Heavy monsoon rains lashed New Delhi Wednesday, inundating roads and piling on misery for commuters in the chaotic Indian capital, as the death toll from the annual deluge across South Asia rose to nearly 1,300.
The monsoon is vital to the densely populated region, revitalising land and waterways amid scorching summers. But it also causes widespread death and destruction.
In New Delhi, commuters battled through knee-deep waters and cars and buses were submerged as torrential rains added to traffic woes in the city of 20 million.
An auto rickshaw driver wades through a waterlogged road. AFP
At a museum in Jaipur in the mostly desert state of Rajasthan, staff told AFP how they were forced to smash open a glass display case containing a 2,300 year-old Egyptian mummy in order to save it from rainwater flooding the ground floor.
"The workers broke the glass of the box and took the mummy out" last Friday after water levels started rising, Albert Hall Museum's superintendent Rakesh Cholak said.
"The case of the coffin got a little wet but we've put it out to dry too."
A vendor selling birdseeds waits under an umbrella during monsoon rainfalls. AFP
The torrid conditions in recent days also hit India's northern and eastern states.
Across India, 847 people have died this season, the home ministry said.
In the southwestern state of Kerala, the death toll from a single landslide rose to 61 on Wednesday, with nine people still missing, an official said.
In India's poorest state Bihar, eight million people have been hit by the floods, with thousands of displaced people sleeping on embankments and highways amid a shortage of relief camps.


Although the records contain pictures, only their text should be repeated, exactly as it stands.

::::

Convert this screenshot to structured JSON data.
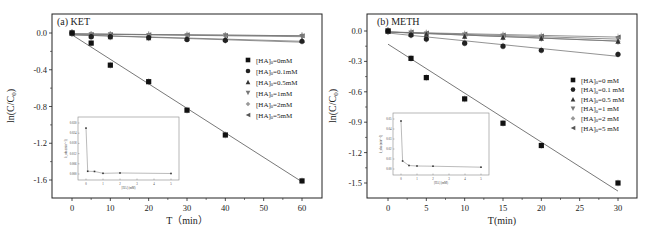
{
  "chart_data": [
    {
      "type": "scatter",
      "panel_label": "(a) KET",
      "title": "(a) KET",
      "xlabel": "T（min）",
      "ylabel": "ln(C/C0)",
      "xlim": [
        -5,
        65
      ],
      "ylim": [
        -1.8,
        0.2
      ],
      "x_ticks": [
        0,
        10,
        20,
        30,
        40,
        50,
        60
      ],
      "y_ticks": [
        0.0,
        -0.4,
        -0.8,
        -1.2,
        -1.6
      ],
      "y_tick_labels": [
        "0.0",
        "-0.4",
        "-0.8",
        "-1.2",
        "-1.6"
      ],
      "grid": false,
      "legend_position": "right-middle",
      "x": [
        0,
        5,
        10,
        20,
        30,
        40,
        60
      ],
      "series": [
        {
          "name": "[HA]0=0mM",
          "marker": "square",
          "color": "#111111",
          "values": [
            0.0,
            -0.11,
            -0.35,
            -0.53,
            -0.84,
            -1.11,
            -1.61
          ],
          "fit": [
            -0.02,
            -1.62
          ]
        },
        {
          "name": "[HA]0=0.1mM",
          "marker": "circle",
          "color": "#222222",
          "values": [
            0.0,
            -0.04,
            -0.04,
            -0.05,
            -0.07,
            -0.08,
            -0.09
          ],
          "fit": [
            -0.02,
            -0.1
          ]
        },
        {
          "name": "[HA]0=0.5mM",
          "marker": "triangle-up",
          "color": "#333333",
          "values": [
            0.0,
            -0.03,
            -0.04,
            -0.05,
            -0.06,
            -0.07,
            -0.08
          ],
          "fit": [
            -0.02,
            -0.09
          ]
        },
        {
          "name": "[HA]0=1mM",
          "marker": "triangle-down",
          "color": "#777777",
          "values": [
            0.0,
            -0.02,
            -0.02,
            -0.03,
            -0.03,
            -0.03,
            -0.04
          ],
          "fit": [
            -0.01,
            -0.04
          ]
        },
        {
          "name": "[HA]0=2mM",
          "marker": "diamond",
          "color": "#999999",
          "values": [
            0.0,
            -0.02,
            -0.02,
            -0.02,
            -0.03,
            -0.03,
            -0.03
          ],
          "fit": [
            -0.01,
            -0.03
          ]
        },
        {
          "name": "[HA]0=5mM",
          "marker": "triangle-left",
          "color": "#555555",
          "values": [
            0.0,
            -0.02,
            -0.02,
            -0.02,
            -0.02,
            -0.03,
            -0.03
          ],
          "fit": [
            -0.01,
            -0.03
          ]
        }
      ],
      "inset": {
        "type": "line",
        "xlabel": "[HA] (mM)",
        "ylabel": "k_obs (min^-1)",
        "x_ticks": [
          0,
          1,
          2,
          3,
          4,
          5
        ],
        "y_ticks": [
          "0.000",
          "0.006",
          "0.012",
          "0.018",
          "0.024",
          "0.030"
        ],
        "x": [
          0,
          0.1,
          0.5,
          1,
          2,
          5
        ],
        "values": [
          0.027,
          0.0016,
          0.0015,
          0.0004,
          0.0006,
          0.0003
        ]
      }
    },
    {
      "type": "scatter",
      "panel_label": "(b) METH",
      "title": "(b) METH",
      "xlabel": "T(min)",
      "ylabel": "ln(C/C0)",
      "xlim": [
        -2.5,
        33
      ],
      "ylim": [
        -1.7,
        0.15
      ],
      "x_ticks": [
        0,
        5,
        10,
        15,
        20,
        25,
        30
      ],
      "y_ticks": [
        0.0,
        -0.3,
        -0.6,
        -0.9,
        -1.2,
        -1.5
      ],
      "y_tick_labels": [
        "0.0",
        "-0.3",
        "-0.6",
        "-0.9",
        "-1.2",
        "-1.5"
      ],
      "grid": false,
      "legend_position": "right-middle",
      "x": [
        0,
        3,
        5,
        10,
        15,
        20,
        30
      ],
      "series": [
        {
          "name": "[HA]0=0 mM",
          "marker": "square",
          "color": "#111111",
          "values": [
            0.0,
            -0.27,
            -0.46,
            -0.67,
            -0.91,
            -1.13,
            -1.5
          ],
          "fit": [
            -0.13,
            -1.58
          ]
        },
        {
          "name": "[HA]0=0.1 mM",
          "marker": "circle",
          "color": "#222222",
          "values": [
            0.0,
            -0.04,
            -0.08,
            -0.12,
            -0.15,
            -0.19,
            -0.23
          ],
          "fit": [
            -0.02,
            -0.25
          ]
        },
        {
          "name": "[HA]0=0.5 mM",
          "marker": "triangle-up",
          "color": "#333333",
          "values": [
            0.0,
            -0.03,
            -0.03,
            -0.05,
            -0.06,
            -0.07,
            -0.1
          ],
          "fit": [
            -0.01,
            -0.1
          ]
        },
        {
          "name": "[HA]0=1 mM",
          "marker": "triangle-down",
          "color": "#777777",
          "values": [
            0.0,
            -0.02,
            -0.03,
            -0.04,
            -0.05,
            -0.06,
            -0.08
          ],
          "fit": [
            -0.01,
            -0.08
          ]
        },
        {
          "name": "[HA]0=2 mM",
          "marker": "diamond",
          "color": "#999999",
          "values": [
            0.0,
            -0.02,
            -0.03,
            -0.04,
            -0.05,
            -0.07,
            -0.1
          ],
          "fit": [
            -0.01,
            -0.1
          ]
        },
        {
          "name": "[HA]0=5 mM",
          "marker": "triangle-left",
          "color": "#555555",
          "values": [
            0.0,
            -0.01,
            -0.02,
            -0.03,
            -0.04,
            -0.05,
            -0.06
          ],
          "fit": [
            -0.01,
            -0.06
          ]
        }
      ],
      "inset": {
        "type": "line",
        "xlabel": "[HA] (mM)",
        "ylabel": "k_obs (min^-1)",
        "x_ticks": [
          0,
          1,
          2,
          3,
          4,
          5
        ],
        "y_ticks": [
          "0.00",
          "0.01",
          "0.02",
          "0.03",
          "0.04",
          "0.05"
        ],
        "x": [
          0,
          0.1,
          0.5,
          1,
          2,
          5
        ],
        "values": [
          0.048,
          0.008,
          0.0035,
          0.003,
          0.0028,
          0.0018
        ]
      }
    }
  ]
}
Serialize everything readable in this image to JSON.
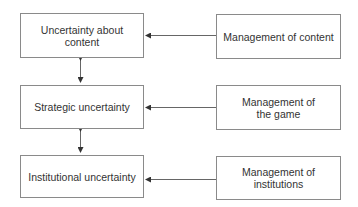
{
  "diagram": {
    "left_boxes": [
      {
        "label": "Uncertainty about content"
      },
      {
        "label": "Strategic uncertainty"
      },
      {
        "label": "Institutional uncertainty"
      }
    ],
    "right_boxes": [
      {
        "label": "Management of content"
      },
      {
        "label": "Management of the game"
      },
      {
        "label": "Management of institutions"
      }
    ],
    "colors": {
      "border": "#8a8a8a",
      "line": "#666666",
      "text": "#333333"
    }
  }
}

::::

■ Response
Convert this screenshot to structured JSON data.
{
  "chart_data": [
    {
      "type": "scatter",
      "panel_label": "(a) KET",
      "title": "(a) KET",
      "xlabel": "T（min）",
      "ylabel": "ln(C/C0)",
      "xlim": [
        -5,
        65
      ],
      "ylim": [
        -1.8,
        0.2
      ],
      "x_ticks": [
        0,
        10,
        20,
        30,
        40,
        50,
        60
      ],
      "y_ticks": [
        0.0,
        -0.4,
        -0.8,
        -1.2,
        -1.6
      ],
      "y_tick_labels": [
        "0.0",
        "-0.4",
        "-0.8",
        "-1.2",
        "-1.6"
      ],
      "grid": false,
      "legend_position": "right-middle",
      "x": [
        0,
        5,
        10,
        20,
        30,
        40,
        60
      ],
      "series": [
        {
          "name": "[HA]0=0mM",
          "marker": "square",
          "color": "#111111",
          "values": [
            0.0,
            -0.11,
            -0.35,
            -0.53,
            -0.84,
            -1.11,
            -1.61
          ],
          "fit": [
            -0.02,
            -1.62
          ]
        },
        {
          "name": "[HA]0=0.1mM",
          "marker": "circle",
          "color": "#222222",
          "values": [
            0.0,
            -0.04,
            -0.04,
            -0.05,
            -0.07,
            -0.08,
            -0.09
          ],
          "fit": [
            -0.02,
            -0.1
          ]
        },
        {
          "name": "[HA]0=0.5mM",
          "marker": "triangle-up",
          "color": "#333333",
          "values": [
            0.0,
            -0.03,
            -0.04,
            -0.05,
            -0.06,
            -0.07,
            -0.08
          ],
          "fit": [
            -0.02,
            -0.09
          ]
        },
        {
          "name": "[HA]0=1mM",
          "marker": "triangle-down",
          "color": "#777777",
          "values": [
            0.0,
            -0.02,
            -0.02,
            -0.03,
            -0.03,
            -0.03,
            -0.04
          ],
          "fit": [
            -0.01,
            -0.04
          ]
        },
        {
          "name": "[HA]0=2mM",
          "marker": "diamond",
          "color": "#999999",
          "values": [
            0.0,
            -0.02,
            -0.02,
            -0.02,
            -0.03,
            -0.03,
            -0.03
          ],
          "fit": [
            -0.01,
            -0.03
          ]
        },
        {
          "name": "[HA]0=5mM",
          "marker": "triangle-left",
          "color": "#555555",
          "values": [
            0.0,
            -0.02,
            -0.02,
            -0.02,
            -0.02,
            -0.03,
            -0.03
          ],
          "fit": [
            -0.01,
            -0.03
          ]
        }
      ],
      "inset": {
        "type": "line",
        "xlabel": "[HA] (mM)",
        "ylabel": "k_obs (min^-1)",
        "x_ticks": [
          0,
          1,
          2,
          3,
          4,
          5
        ],
        "y_ticks": [
          "0.000",
          "0.006",
          "0.012",
          "0.018",
          "0.024",
          "0.030"
        ],
        "x": [
          0,
          0.1,
          0.5,
          1,
          2,
          5
        ],
        "values": [
          0.027,
          0.0016,
          0.0015,
          0.0004,
          0.0006,
          0.0003
        ]
      }
    },
    {
      "type": "scatter",
      "panel_label": "(b) METH",
      "title": "(b) METH",
      "xlabel": "T(min)",
      "ylabel": "ln(C/C0)",
      "xlim": [
        -2.5,
        33
      ],
      "ylim": [
        -1.7,
        0.15
      ],
      "x_ticks": [
        0,
        5,
        10,
        15,
        20,
        25,
        30
      ],
      "y_ticks": [
        0.0,
        -0.3,
        -0.6,
        -0.9,
        -1.2,
        -1.5
      ],
      "y_tick_labels": [
        "0.0",
        "-0.3",
        "-0.6",
        "-0.9",
        "-1.2",
        "-1.5"
      ],
      "grid": false,
      "legend_position": "right-middle",
      "x": [
        0,
        3,
        5,
        10,
        15,
        20,
        30
      ],
      "series": [
        {
          "name": "[HA]0=0 mM",
          "marker": "square",
          "color": "#111111",
          "values": [
            0.0,
            -0.27,
            -0.46,
            -0.67,
            -0.91,
            -1.13,
            -1.5
          ],
          "fit": [
            -0.13,
            -1.58
          ]
        },
        {
          "name": "[HA]0=0.1 mM",
          "marker": "circle",
          "color": "#222222",
          "values": [
            0.0,
            -0.04,
            -0.08,
            -0.12,
            -0.15,
            -0.19,
            -0.23
          ],
          "fit": [
            -0.02,
            -0.25
          ]
        },
        {
          "name": "[HA]0=0.5 mM",
          "marker": "triangle-up",
          "color": "#333333",
          "values": [
            0.0,
            -0.03,
            -0.03,
            -0.05,
            -0.06,
            -0.07,
            -0.1
          ],
          "fit": [
            -0.01,
            -0.1
          ]
        },
        {
          "name": "[HA]0=1 mM",
          "marker": "triangle-down",
          "color": "#777777",
          "values": [
            0.0,
            -0.02,
            -0.03,
            -0.04,
            -0.05,
            -0.06,
            -0.08
          ],
          "fit": [
            -0.01,
            -0.08
          ]
        },
        {
          "name": "[HA]0=2 mM",
          "marker": "diamond",
          "color": "#999999",
          "values": [
            0.0,
            -0.02,
            -0.03,
            -0.04,
            -0.05,
            -0.07,
            -0.1
          ],
          "fit": [
            -0.01,
            -0.1
          ]
        },
        {
          "name": "[HA]0=5 mM",
          "marker": "triangle-left",
          "color": "#555555",
          "values": [
            0.0,
            -0.01,
            -0.02,
            -0.03,
            -0.04,
            -0.05,
            -0.06
          ],
          "fit": [
            -0.01,
            -0.06
          ]
        }
      ],
      "inset": {
        "type": "line",
        "xlabel": "[HA] (mM)",
        "ylabel": "k_obs (min^-1)",
        "x_ticks": [
          0,
          1,
          2,
          3,
          4,
          5
        ],
        "y_ticks": [
          "0.00",
          "0.01",
          "0.02",
          "0.03",
          "0.04",
          "0.05"
        ],
        "x": [
          0,
          0.1,
          0.5,
          1,
          2,
          5
        ],
        "values": [
          0.048,
          0.008,
          0.0035,
          0.003,
          0.0028,
          0.0018
        ]
      }
    }
  ]
}
Serialize everything readable in this image to JSON.
{
  "diagram": {
    "left_boxes": [
      {
        "label": "Uncertainty about content"
      },
      {
        "label": "Strategic uncertainty"
      },
      {
        "label": "Institutional uncertainty"
      }
    ],
    "right_boxes": [
      {
        "label": "Management of content"
      },
      {
        "label": "Management of the game"
      },
      {
        "label": "Management of institutions"
      }
    ],
    "colors": {
      "border": "#8a8a8a",
      "line": "#666666",
      "text": "#333333"
    }
  }
}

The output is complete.